A Server OS For Server Software
Jan. 6th, 2012 07:44 am![[personal profile]](https://www.dreamwidth.org/img/silk/identity/user.png)
Partly because I'm stubborn and partly because I wanted to learn whether the previous day's installation problems were software issues or me(!) issues, I installed Bugzilla on Linux yesterday. Even this was not exactly simple, but that's because my PC's Linux partition was running an OS version that was four years old.
There are a couple of things about this that come as a bit of a nightmare to a -- by choice -- Mac user. One is that updating applications for that old a system is dicey and the second is that updating the OS becomes a case of replacing it rather than upgrading. After internalizing those ideas, I thought it might be interesting to install a Ubuntu version. I downloaded the ISO image, burned a CD, and started an install...which crashed. It asked if I'd like to send a crash report and I agreed to that. It said it couldn't gather enough information and would I please install some more software first. If I could do that, I wouldn't be sending this report, would I? Go away.
I went back to my old friend openSUSE which installed fine after the standard download, burn.... The PostgreSQL database installed fine and Apache and the massive number of Perl modules that Bugzilla needs and Bugzilla itself. With only a small amount of head-scratching, they all got configured to work together and by the end of the session I was starting to remember where they all hid their configuration files.
I'm not sure whether I'll actually use this installation or not but I feel better knowing that the previous day's failures weren't due to brain deterioration. Cross platform software is wonderful in theory but, in practice, use it on the system it was *really* designed for.
There are a couple of things about this that come as a bit of a nightmare to a -- by choice -- Mac user. One is that updating applications for that old a system is dicey and the second is that updating the OS becomes a case of replacing it rather than upgrading. After internalizing those ideas, I thought it might be interesting to install a Ubuntu version. I downloaded the ISO image, burned a CD, and started an install...which crashed. It asked if I'd like to send a crash report and I agreed to that. It said it couldn't gather enough information and would I please install some more software first. If I could do that, I wouldn't be sending this report, would I? Go away.
I went back to my old friend openSUSE which installed fine after the standard download, burn.... The PostgreSQL database installed fine and Apache and the massive number of Perl modules that Bugzilla needs and Bugzilla itself. With only a small amount of head-scratching, they all got configured to work together and by the end of the session I was starting to remember where they all hid their configuration files.
I'm not sure whether I'll actually use this installation or not but I feel better knowing that the previous day's failures weren't due to brain deterioration. Cross platform software is wonderful in theory but, in practice, use it on the system it was *really* designed for.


EXERCISE GOAL:
Return all the entries exactly, keeping pictures out.

DATASET EXCERPTS:
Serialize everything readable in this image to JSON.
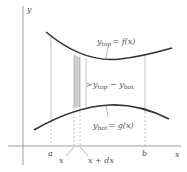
{
  "diagram": {
    "type": "area-between-curves",
    "axes": {
      "x_label": "x",
      "y_label": "y"
    },
    "curves": {
      "top": {
        "var": "y",
        "sub": "top",
        "eq": "= f(x)"
      },
      "bottom": {
        "var": "y",
        "sub": "bot",
        "eq": "= g(x)"
      }
    },
    "strip_label": {
      "var1": "y",
      "sub1": "top",
      "minus": " − ",
      "var2": "y",
      "sub2": "bot"
    },
    "ticks": {
      "a": "a",
      "b": "b",
      "x": "x",
      "x_dx": "x + dx"
    },
    "colors": {
      "curve": "#333333",
      "axis": "#888888",
      "strip_fill": "#cfcfcf",
      "guide": "#999999",
      "text": "#555555"
    }
  }
}
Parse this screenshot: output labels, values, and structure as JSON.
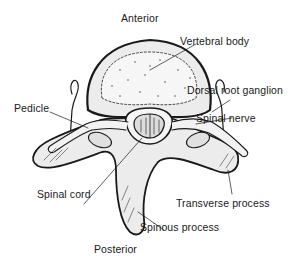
{
  "diagram": {
    "orientation": {
      "top": "Anterior",
      "bottom": "Posterior"
    },
    "labels": [
      {
        "id": "vertebral-body",
        "text": "Vertebral body"
      },
      {
        "id": "dorsal-root-ganglion",
        "text": "Dorsal root ganglion"
      },
      {
        "id": "spinal-nerve",
        "text": "Spinal nerve"
      },
      {
        "id": "pedicle",
        "text": "Pedicle"
      },
      {
        "id": "spinal-cord",
        "text": "Spinal cord"
      },
      {
        "id": "transverse-process",
        "text": "Transverse process"
      },
      {
        "id": "spinous-process",
        "text": "Spinous process"
      }
    ],
    "colors": {
      "line": "#1a1a1a",
      "bone_fill": "#e9e9e9",
      "body_fill": "#f4f4f4",
      "background": "#ffffff"
    }
  }
}
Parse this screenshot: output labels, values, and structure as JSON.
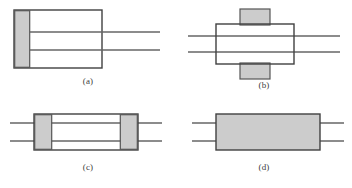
{
  "figure": {
    "type": "schematic-diagram",
    "panel_count": 4,
    "layout": "2x2 grid",
    "background_color": "#ffffff",
    "shading_fill_color": "#cccccc",
    "shading_edge_color": "#555555",
    "outline_color": "#404040",
    "line_color": "#666666",
    "caption_color": "#404040"
  },
  "panels": [
    {
      "id": "a",
      "caption": "(a)",
      "description": "Rectangle with shaded region at left end; two horizontal lines extend to the right beyond the rectangle",
      "shaded_regions": [
        "left-end"
      ],
      "rect": {
        "x": 14,
        "y": 10,
        "w": 88,
        "h": 58
      },
      "shading": [
        {
          "x": 14,
          "y": 10,
          "w": 16,
          "h": 58
        }
      ],
      "lines": [
        {
          "x1": 30,
          "y1": 32,
          "x2": 160,
          "y2": 32
        },
        {
          "x1": 30,
          "y1": 50,
          "x2": 160,
          "y2": 50
        }
      ],
      "caption_x": 0,
      "caption_y": 76
    },
    {
      "id": "b",
      "caption": "(b)",
      "description": "Rectangle with shaded blocks above and below the center; two horizontal lines pass through from left to right",
      "shaded_regions": [
        "top-center",
        "bottom-center"
      ],
      "rect": {
        "x": 216,
        "y": 24,
        "w": 78,
        "h": 40
      },
      "shading": [
        {
          "x": 240,
          "y": 9,
          "w": 30,
          "h": 15
        },
        {
          "x": 240,
          "y": 64,
          "w": 30,
          "h": 15
        }
      ],
      "lines": [
        {
          "x1": 188,
          "y1": 36,
          "x2": 340,
          "y2": 36
        },
        {
          "x1": 188,
          "y1": 52,
          "x2": 340,
          "y2": 52
        }
      ],
      "caption_x": 176,
      "caption_y": 80
    },
    {
      "id": "c",
      "caption": "(c)",
      "description": "Rectangle with shaded blocks at both left and right ends; two horizontal lines pass through and extend out both sides",
      "shaded_regions": [
        "left-end",
        "right-end"
      ],
      "rect": {
        "x": 34,
        "y": 114,
        "w": 104,
        "h": 36
      },
      "shading": [
        {
          "x": 34,
          "y": 114,
          "w": 18,
          "h": 36
        },
        {
          "x": 120,
          "y": 114,
          "w": 18,
          "h": 36
        }
      ],
      "lines": [
        {
          "x1": 10,
          "y1": 123,
          "x2": 162,
          "y2": 123
        },
        {
          "x1": 10,
          "y1": 141,
          "x2": 162,
          "y2": 141
        }
      ],
      "caption_x": 0,
      "caption_y": 162
    },
    {
      "id": "d",
      "caption": "(d)",
      "description": "Fully shaded rectangle with short horizontal line stubs on both left and right sides",
      "shaded_regions": [
        "entire-rectangle"
      ],
      "rect": {
        "x": 216,
        "y": 114,
        "w": 104,
        "h": 36
      },
      "shading": [
        {
          "x": 216,
          "y": 114,
          "w": 104,
          "h": 36
        }
      ],
      "lines": [
        {
          "x1": 192,
          "y1": 123,
          "x2": 216,
          "y2": 123
        },
        {
          "x1": 192,
          "y1": 141,
          "x2": 216,
          "y2": 141
        },
        {
          "x1": 320,
          "y1": 123,
          "x2": 344,
          "y2": 123
        },
        {
          "x1": 320,
          "y1": 141,
          "x2": 344,
          "y2": 141
        }
      ],
      "caption_x": 176,
      "caption_y": 162
    }
  ]
}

ANSWER FOR THE TASK:
Serialize everything readable in this image to JSON.
{
  "diagram": {
    "type": "area-between-curves",
    "axes": {
      "x_label": "x",
      "y_label": "y"
    },
    "curves": {
      "top": {
        "var": "y",
        "sub": "top",
        "eq": "= f(x)"
      },
      "bottom": {
        "var": "y",
        "sub": "bot",
        "eq": "= g(x)"
      }
    },
    "strip_label": {
      "var1": "y",
      "sub1": "top",
      "minus": " − ",
      "var2": "y",
      "sub2": "bot"
    },
    "ticks": {
      "a": "a",
      "b": "b",
      "x": "x",
      "x_dx": "x + dx"
    },
    "colors": {
      "curve": "#333333",
      "axis": "#888888",
      "strip_fill": "#cfcfcf",
      "guide": "#999999",
      "text": "#555555"
    }
  }
}
Parse this screenshot: output labels, values, and structure as JSON.
{
  "diagram": {
    "orientation": {
      "top": "Anterior",
      "bottom": "Posterior"
    },
    "labels": [
      {
        "id": "vertebral-body",
        "text": "Vertebral body"
      },
      {
        "id": "dorsal-root-ganglion",
        "text": "Dorsal root ganglion"
      },
      {
        "id": "spinal-nerve",
        "text": "Spinal nerve"
      },
      {
        "id": "pedicle",
        "text": "Pedicle"
      },
      {
        "id": "spinal-cord",
        "text": "Spinal cord"
      },
      {
        "id": "transverse-process",
        "text": "Transverse process"
      },
      {
        "id": "spinous-process",
        "text": "Spinous process"
      }
    ],
    "colors": {
      "line": "#1a1a1a",
      "bone_fill": "#e9e9e9",
      "body_fill": "#f4f4f4",
      "background": "#ffffff"
    }
  }
}
Parse this screenshot: output labels, values, and structure as JSON.
{
  "figure": {
    "type": "schematic-diagram",
    "panel_count": 4,
    "layout": "2x2 grid",
    "background_color": "#ffffff",
    "shading_fill_color": "#cccccc",
    "shading_edge_color": "#555555",
    "outline_color": "#404040",
    "line_color": "#666666",
    "caption_color": "#404040"
  },
  "panels": [
    {
      "id": "a",
      "caption": "(a)",
      "description": "Rectangle with shaded region at left end; two horizontal lines extend to the right beyond the rectangle",
      "shaded_regions": [
        "left-end"
      ],
      "rect": {
        "x": 14,
        "y": 10,
        "w": 88,
        "h": 58
      },
      "shading": [
        {
          "x": 14,
          "y": 10,
          "w": 16,
          "h": 58
        }
      ],
      "lines": [
        {
          "x1": 30,
          "y1": 32,
          "x2": 160,
          "y2": 32
        },
        {
          "x1": 30,
          "y1": 50,
          "x2": 160,
          "y2": 50
        }
      ],
      "caption_x": 0,
      "caption_y": 76
    },
    {
      "id": "b",
      "caption": "(b)",
      "description": "Rectangle with shaded blocks above and below the center; two horizontal lines pass through from left to right",
      "shaded_regions": [
        "top-center",
        "bottom-center"
      ],
      "rect": {
        "x": 216,
        "y": 24,
        "w": 78,
        "h": 40
      },
      "shading": [
        {
          "x": 240,
          "y": 9,
          "w": 30,
          "h": 15
        },
        {
          "x": 240,
          "y": 64,
          "w": 30,
          "h": 15
        }
      ],
      "lines": [
        {
          "x1": 188,
          "y1": 36,
          "x2": 340,
          "y2": 36
        },
        {
          "x1": 188,
          "y1": 52,
          "x2": 340,
          "y2": 52
        }
      ],
      "caption_x": 176,
      "caption_y": 80
    },
    {
      "id": "c",
      "caption": "(c)",
      "description": "Rectangle with shaded blocks at both left and right ends; two horizontal lines pass through and extend out both sides",
      "shaded_regions": [
        "left-end",
        "right-end"
      ],
      "rect": {
        "x": 34,
        "y": 114,
        "w": 104,
        "h": 36
      },
      "shading": [
        {
          "x": 34,
          "y": 114,
          "w": 18,
          "h": 36
        },
        {
          "x": 120,
          "y": 114,
          "w": 18,
          "h": 36
        }
      ],
      "lines": [
        {
          "x1": 10,
          "y1": 123,
          "x2": 162,
          "y2": 123
        },
        {
          "x1": 10,
          "y1": 141,
          "x2": 162,
          "y2": 141
        }
      ],
      "caption_x": 0,
      "caption_y": 162
    },
    {
      "id": "d",
      "caption": "(d)",
      "description": "Fully shaded rectangle with short horizontal line stubs on both left and right sides",
      "shaded_regions": [
        "entire-rectangle"
      ],
      "rect": {
        "x": 216,
        "y": 114,
        "w": 104,
        "h": 36
      },
      "shading": [
        {
          "x": 216,
          "y": 114,
          "w": 104,
          "h": 36
        }
      ],
      "lines": [
        {
          "x1": 192,
          "y1": 123,
          "x2": 216,
          "y2": 123
        },
        {
          "x1": 192,
          "y1": 141,
          "x2": 216,
          "y2": 141
        },
        {
          "x1": 320,
          "y1": 123,
          "x2": 344,
          "y2": 123
        },
        {
          "x1": 320,
          "y1": 141,
          "x2": 344,
          "y2": 141
        }
      ],
      "caption_x": 176,
      "caption_y": 162
    }
  ]
}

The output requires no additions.